I'm investigating bipedalism. I think that's a big enough subject on
it's own. What? So I can't speculate about these things, discuss them
on a newsgroup unless I'm conducting research into them? Is that what
you're saying?
> You have proven yourself to be an exceptionally lazy scholar,
> recently saying you didn't know if there were taxa closely related to
> Nasalis with which to compare. Figuring out that there are other
taxa
> about as distant from them as chimps are from us would have taken you
> all of 3 minutes had you actually looked. Why again had you not if
you
> deemed it informative?
I was writing the posting from a PC away from my desk and not at uni -
as I'm doing again now. I'm sorry, I *was* lazy I know, but I also
know, from bitter experience, that no matter how studious I had been,
no matter what argument I had constructed, no matter how well the point
was put, Jason Eshleman would have objected to it anyway. You always
do, every single time. Any, every, single point that might, in however
small a way, act to back some kind of AAH, in no matter how mild and
modest a form, is *always* resisted by JE every single time.
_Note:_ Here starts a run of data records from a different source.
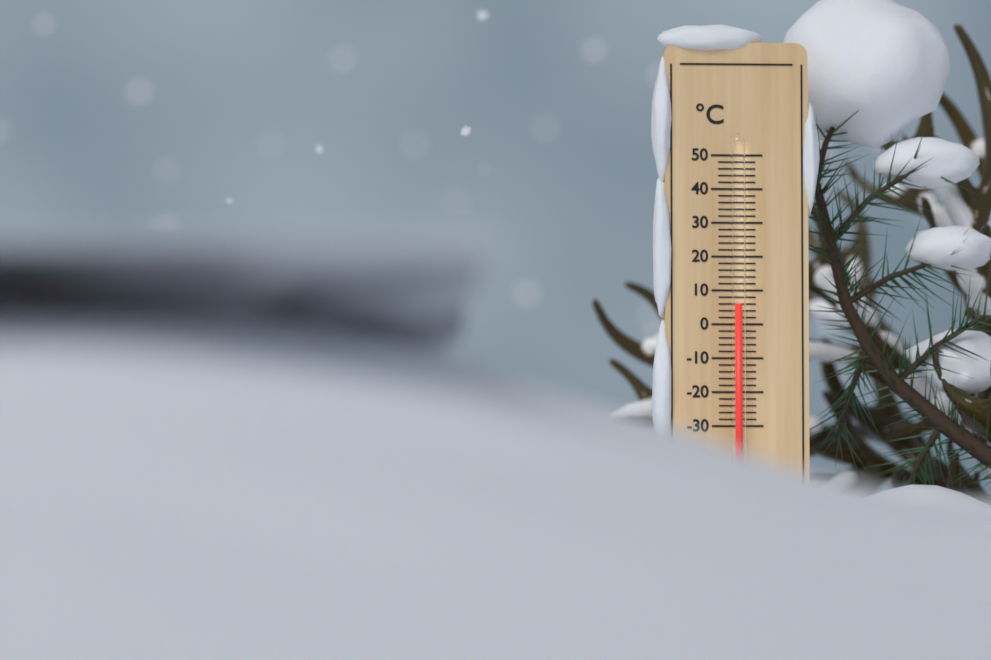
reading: 6 °C
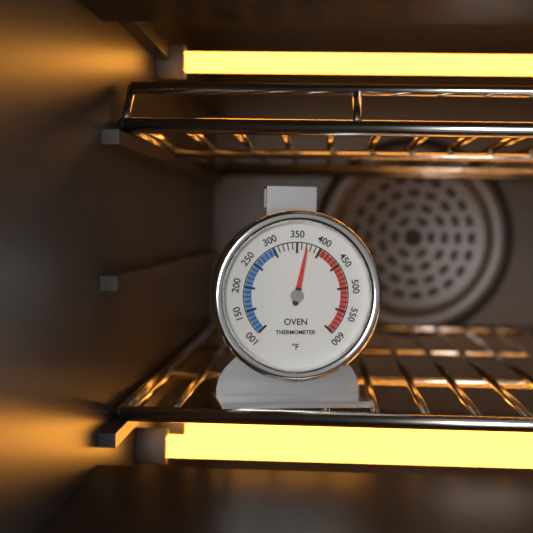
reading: 370 °F
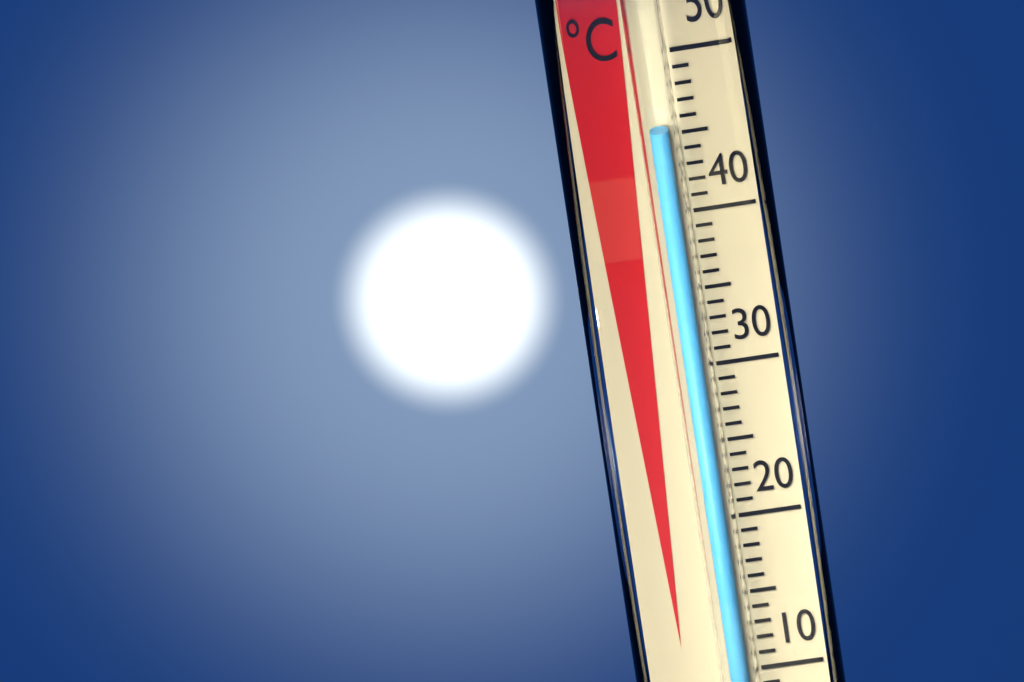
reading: 46 °C
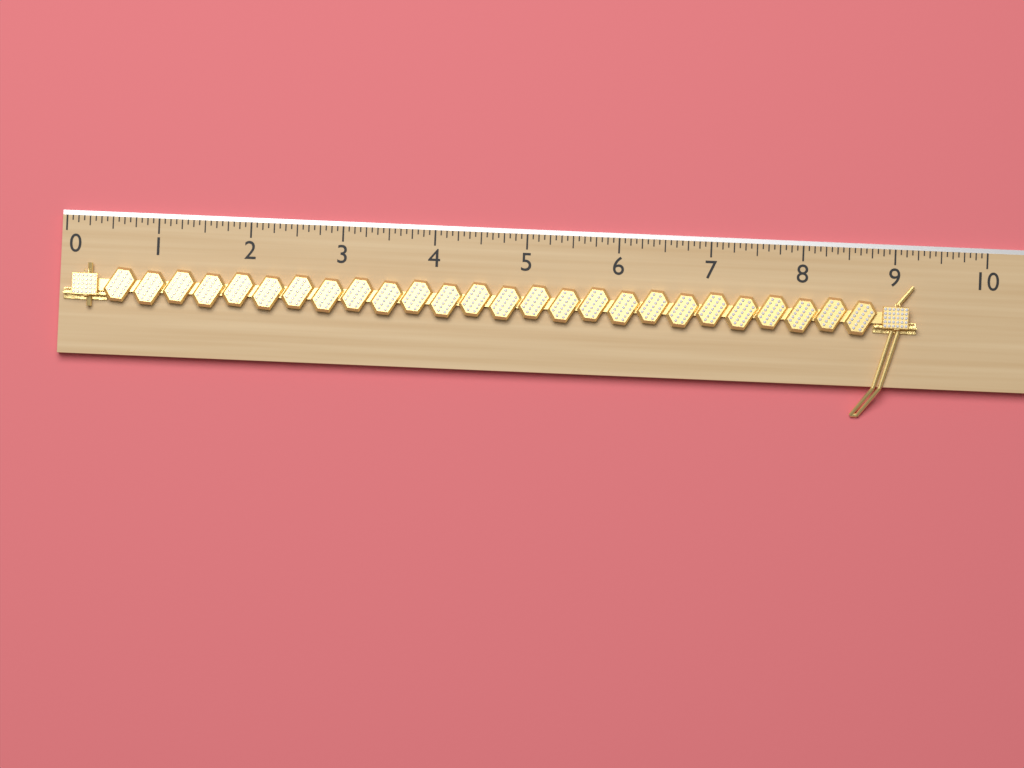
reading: 9.2500 (no unit)
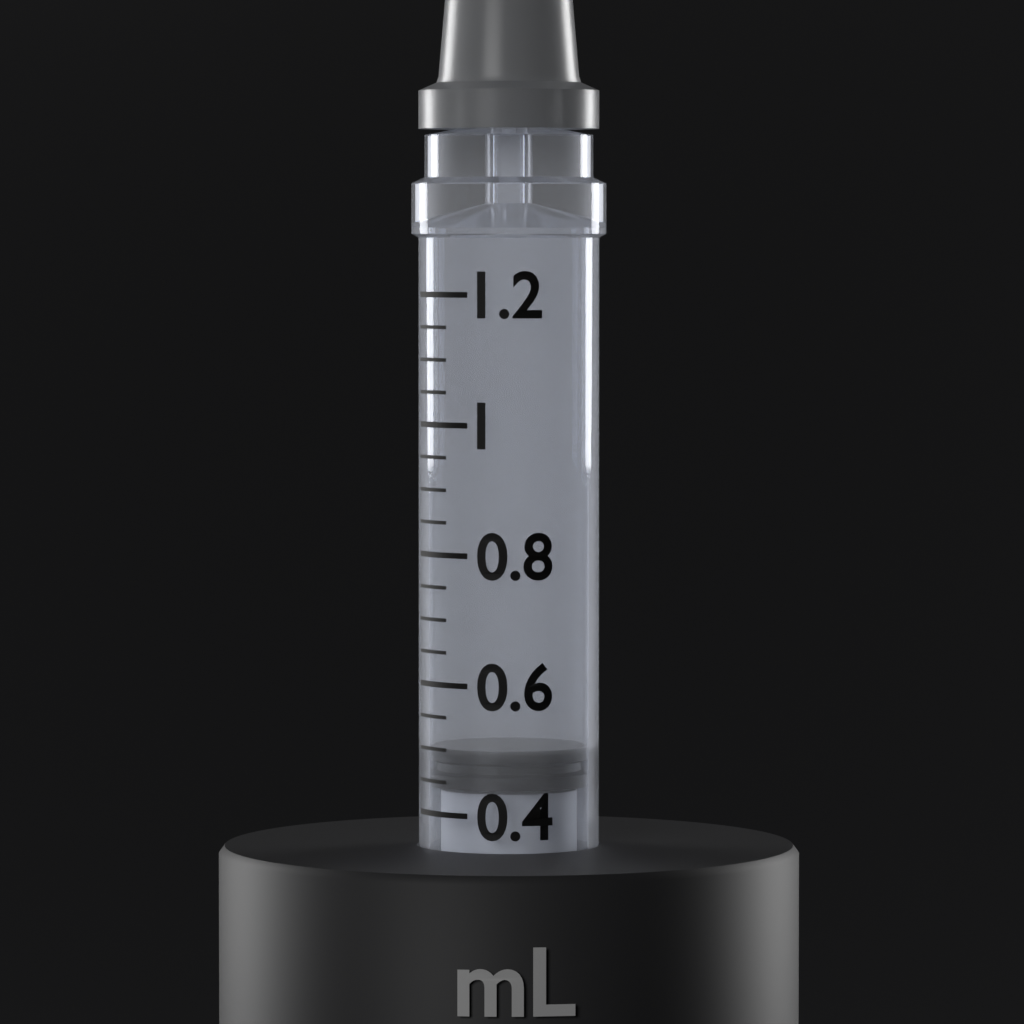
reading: 0.50 mL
And yet
this high and mighty scientific scepticism is not invoked in every
argument on the newsgroup, only very selectively. Jim Moore gets away
with all of these kinds of criticisms, apparently, simply by stating
that his web site "isn't perfect!" Aquasceptics that make similar
points that you happen to agree with... 'never mind, I'm not
interested, let 'em go!' But when it's me, you cannot resist but to
respond to each and every posting and each and every argument.
It indicates a blatant bias that has nothing to do with science.